▶ _Your objective_
Please find the line that holds "reading: 35 MPH" below and reproduce it, along with every line after it through the end, exactly and without pictures.
***
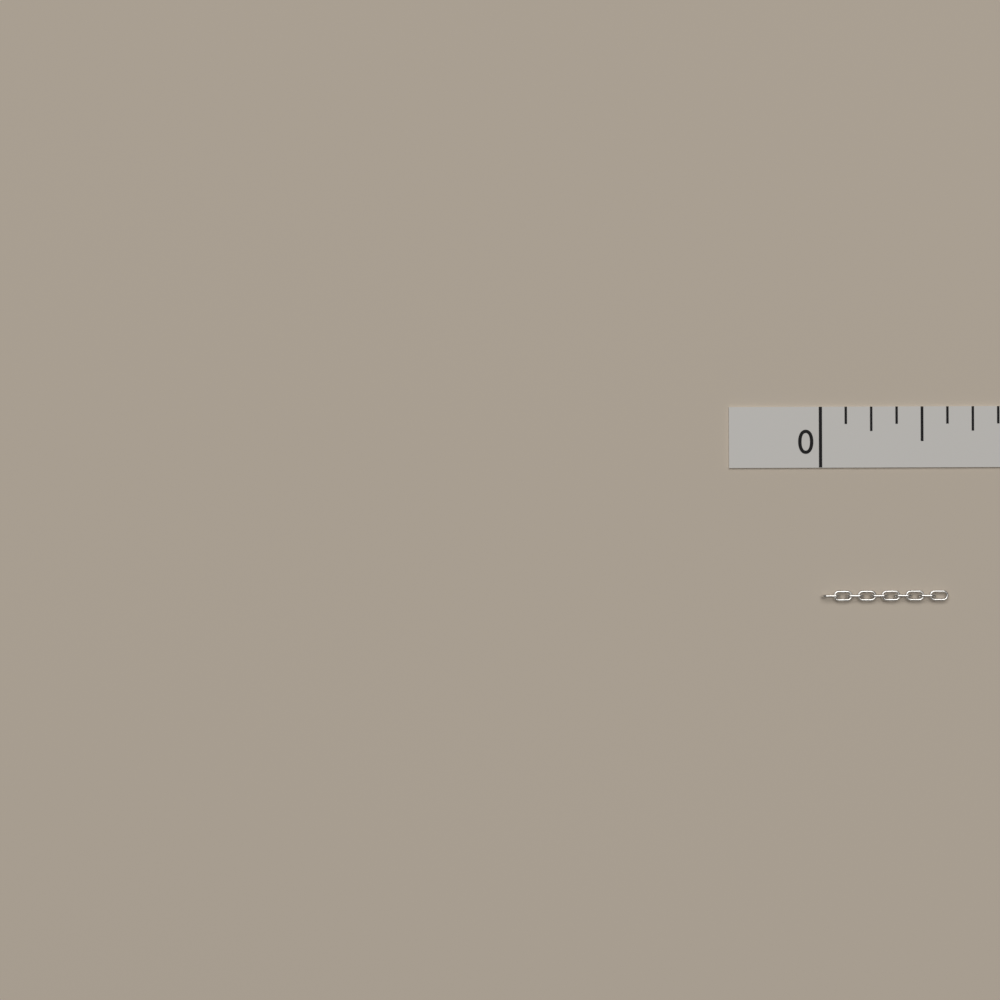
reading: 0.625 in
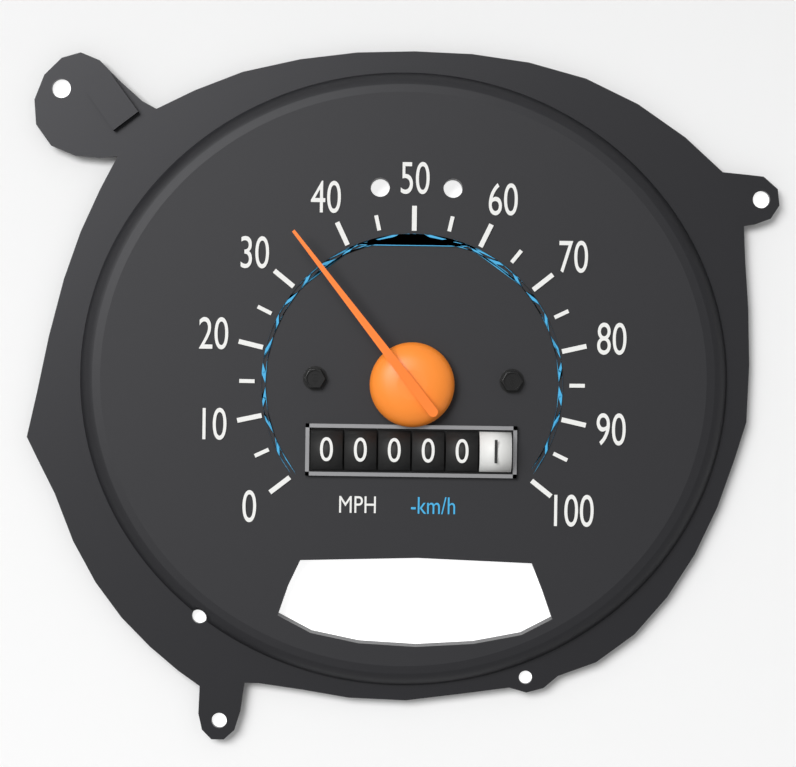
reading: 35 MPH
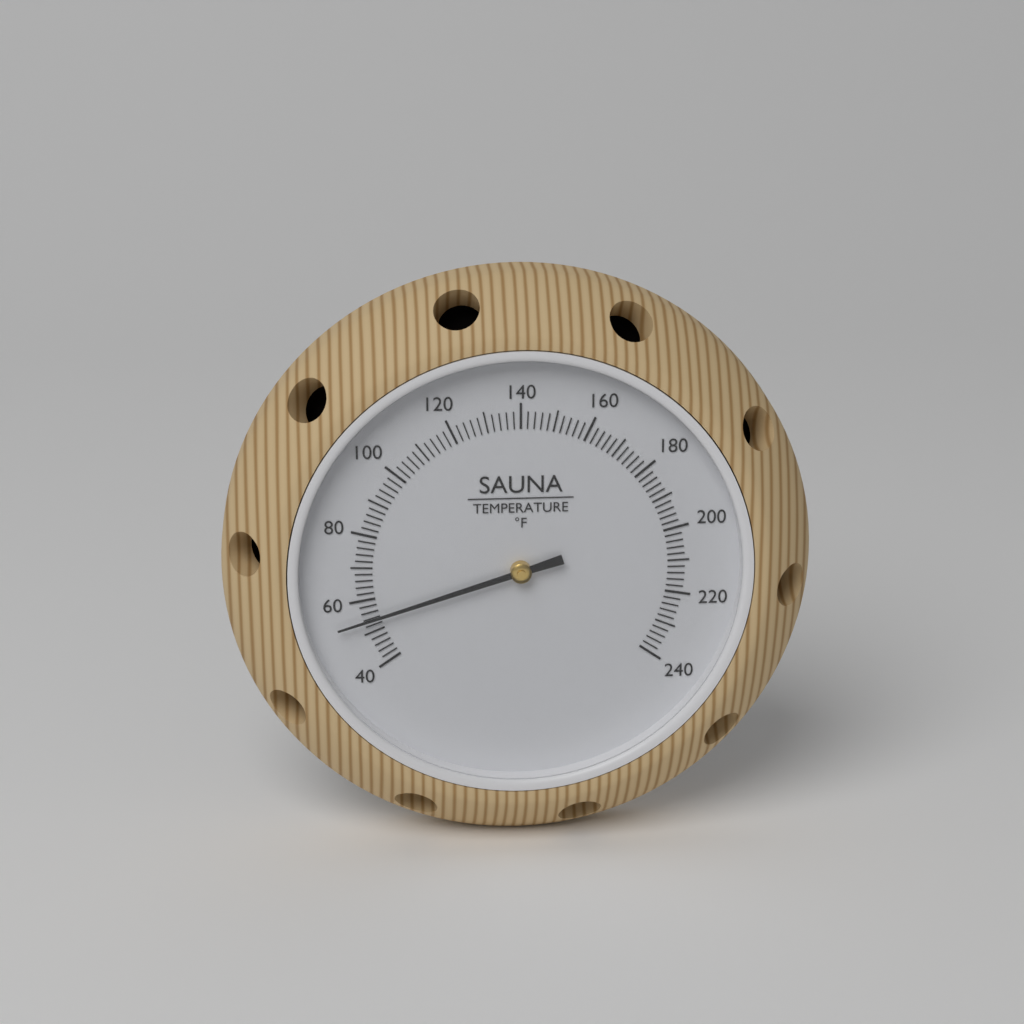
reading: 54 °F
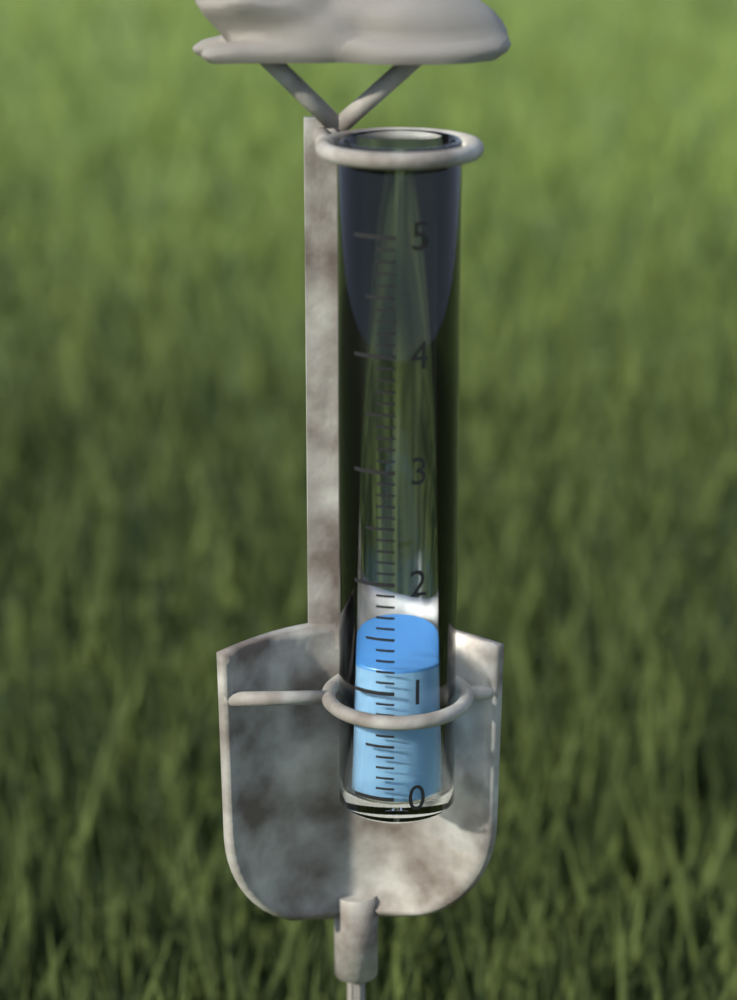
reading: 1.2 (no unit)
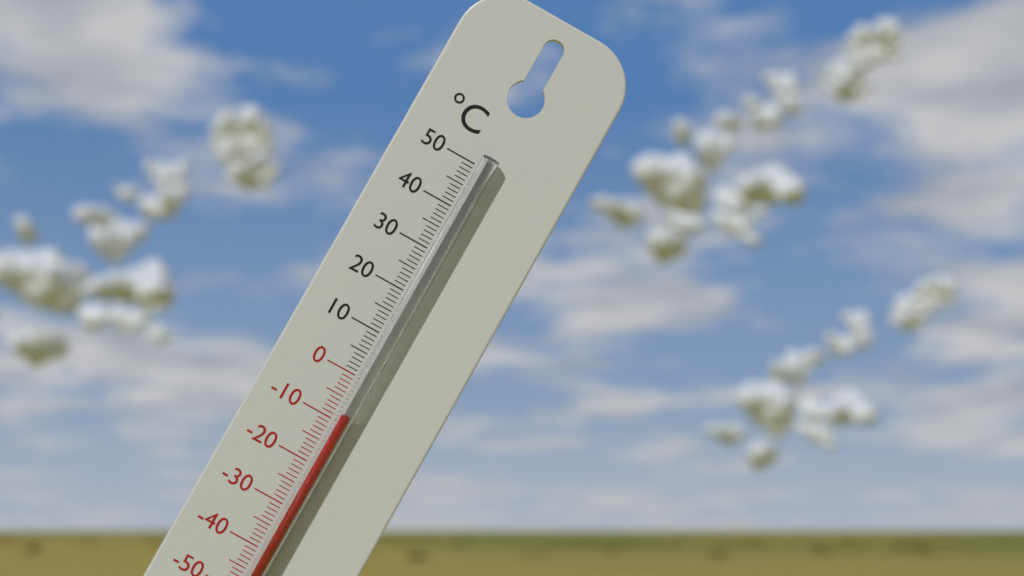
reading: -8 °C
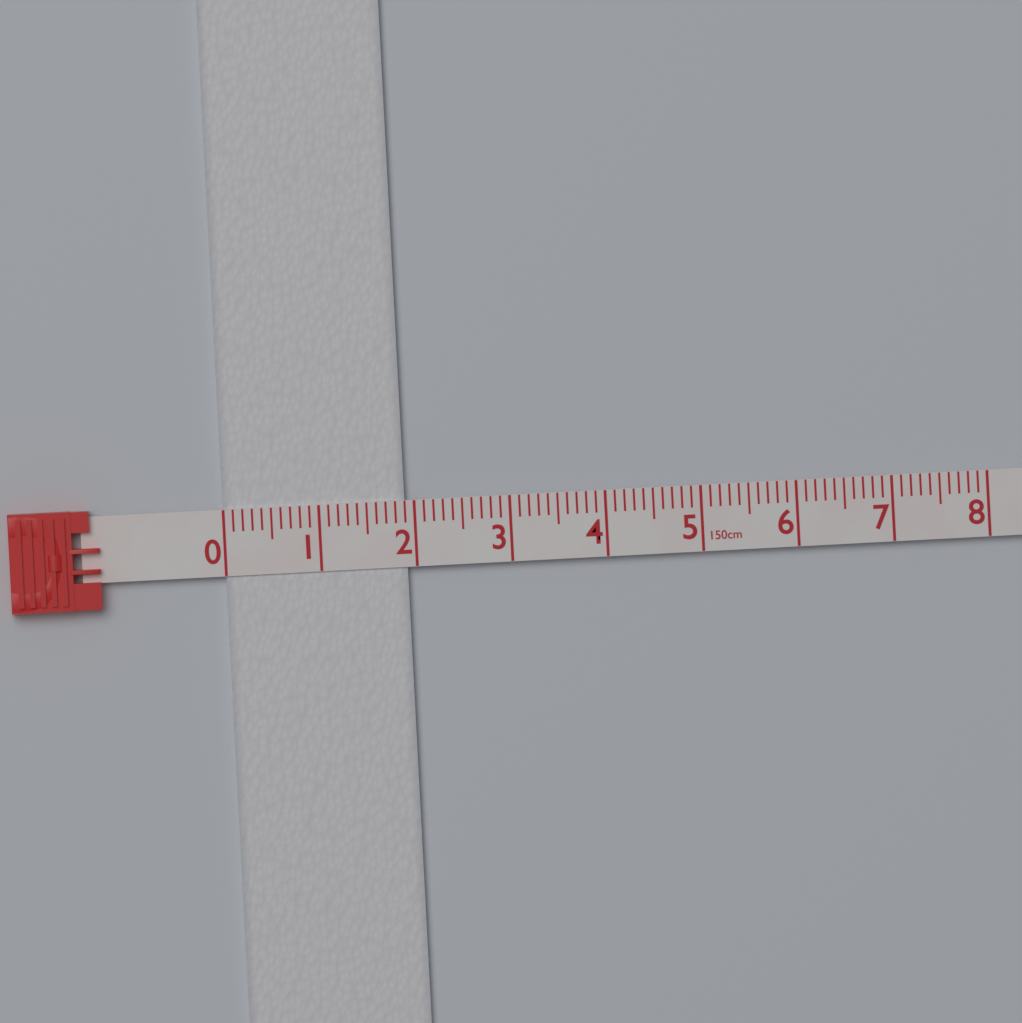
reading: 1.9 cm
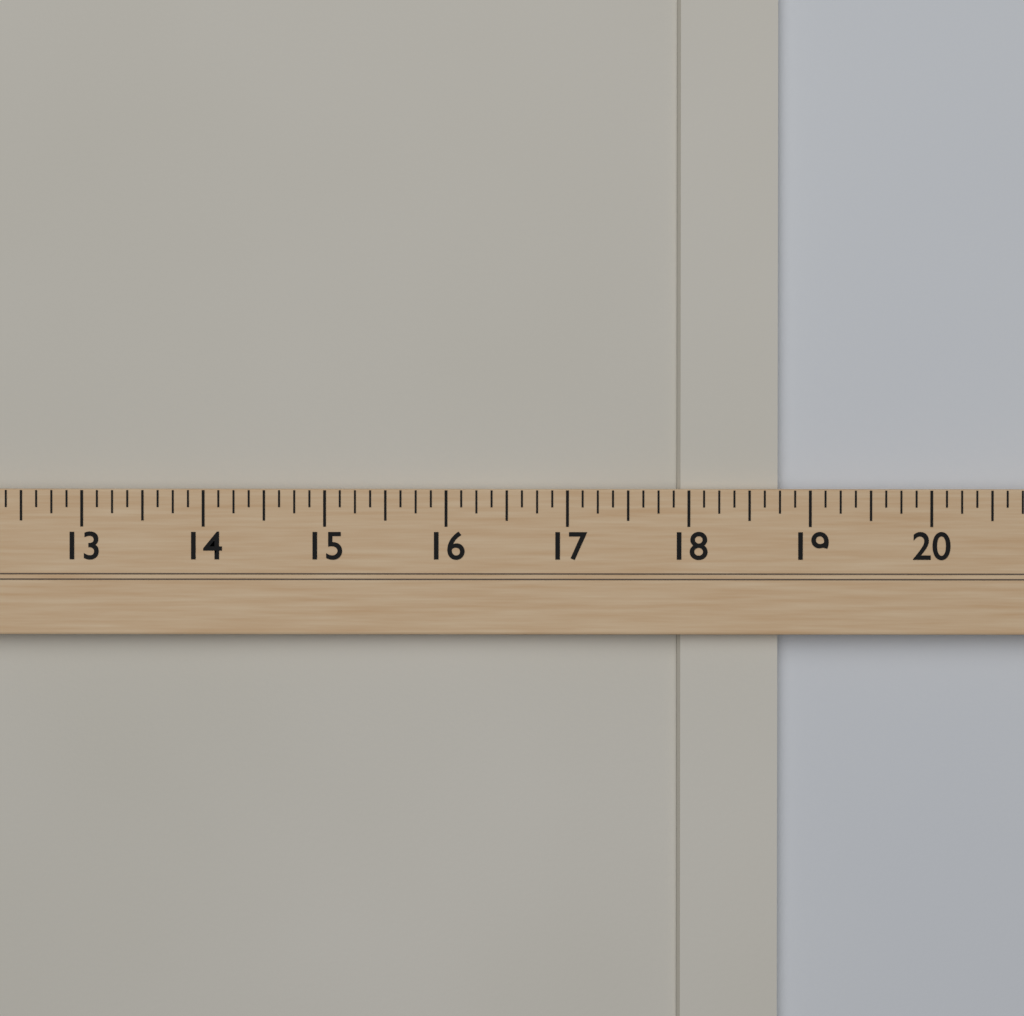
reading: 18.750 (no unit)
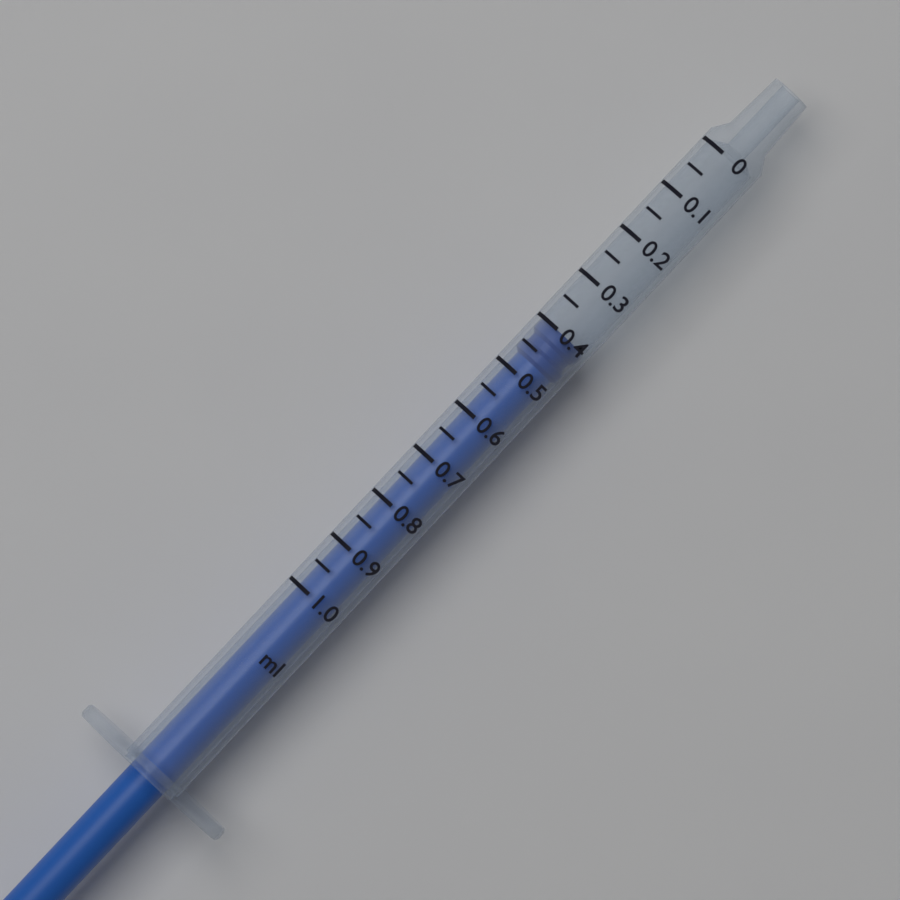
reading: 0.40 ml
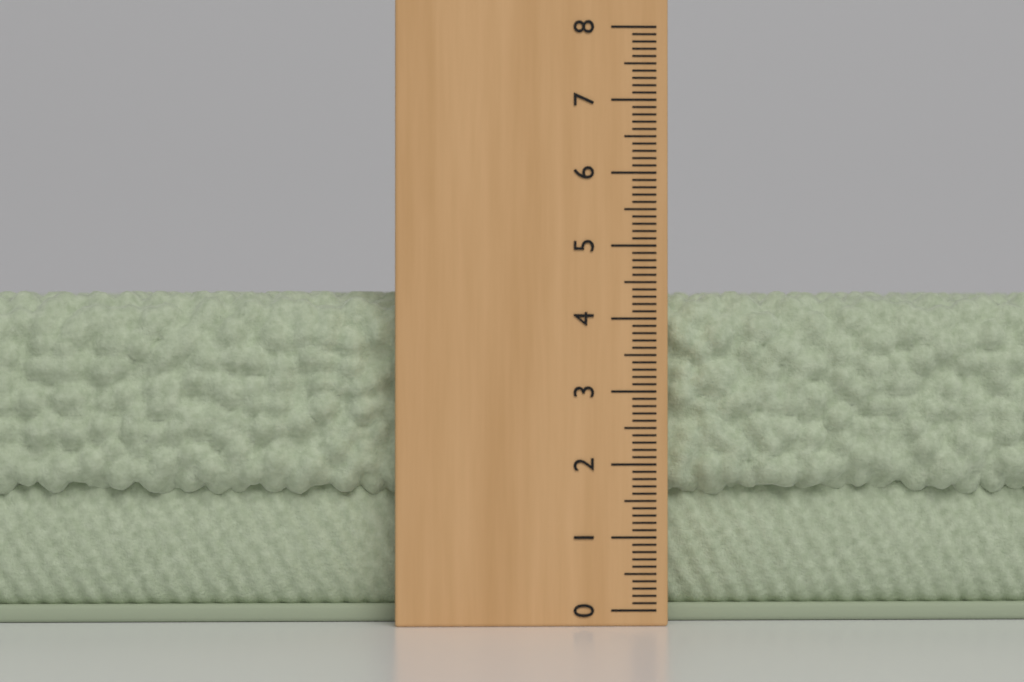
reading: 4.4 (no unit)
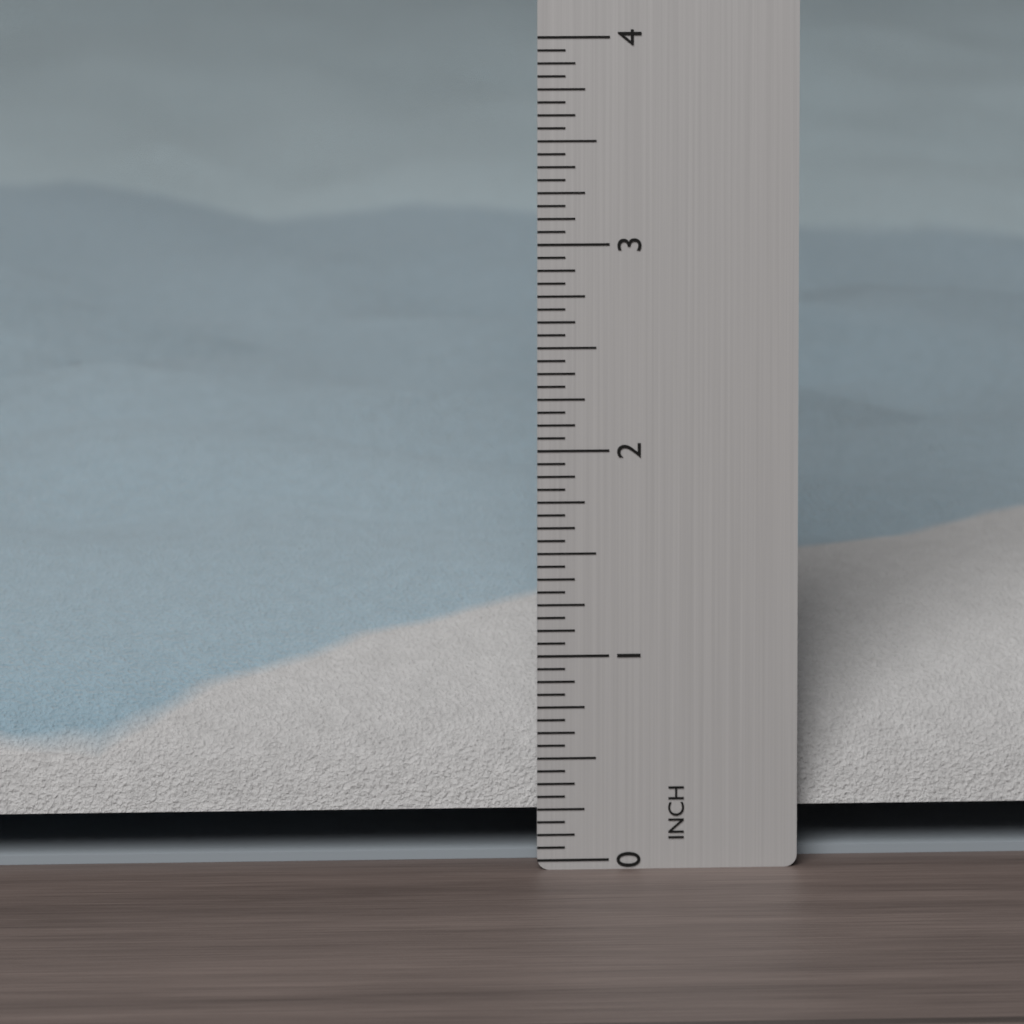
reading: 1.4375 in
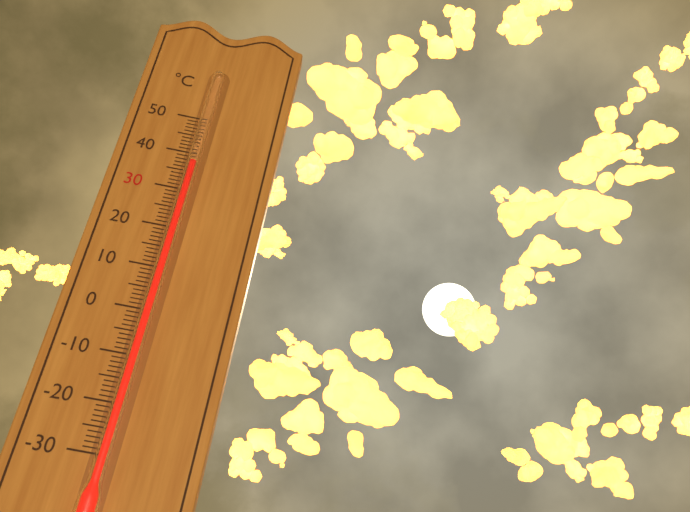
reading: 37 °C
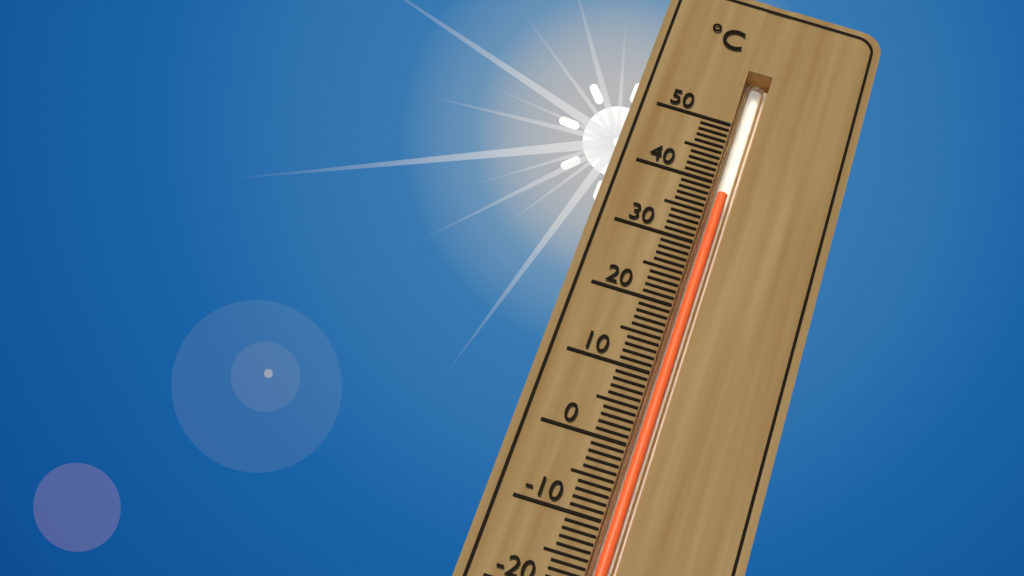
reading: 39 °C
***
▶ _Answer box_
reading: 35 MPH
reading: 54 °F
reading: 1.2 (no unit)
reading: -8 °C
reading: 1.9 cm
reading: 18.750 (no unit)
reading: 0.40 ml
reading: 4.4 (no unit)
reading: 1.4375 in
reading: 37 °C
reading: 39 °C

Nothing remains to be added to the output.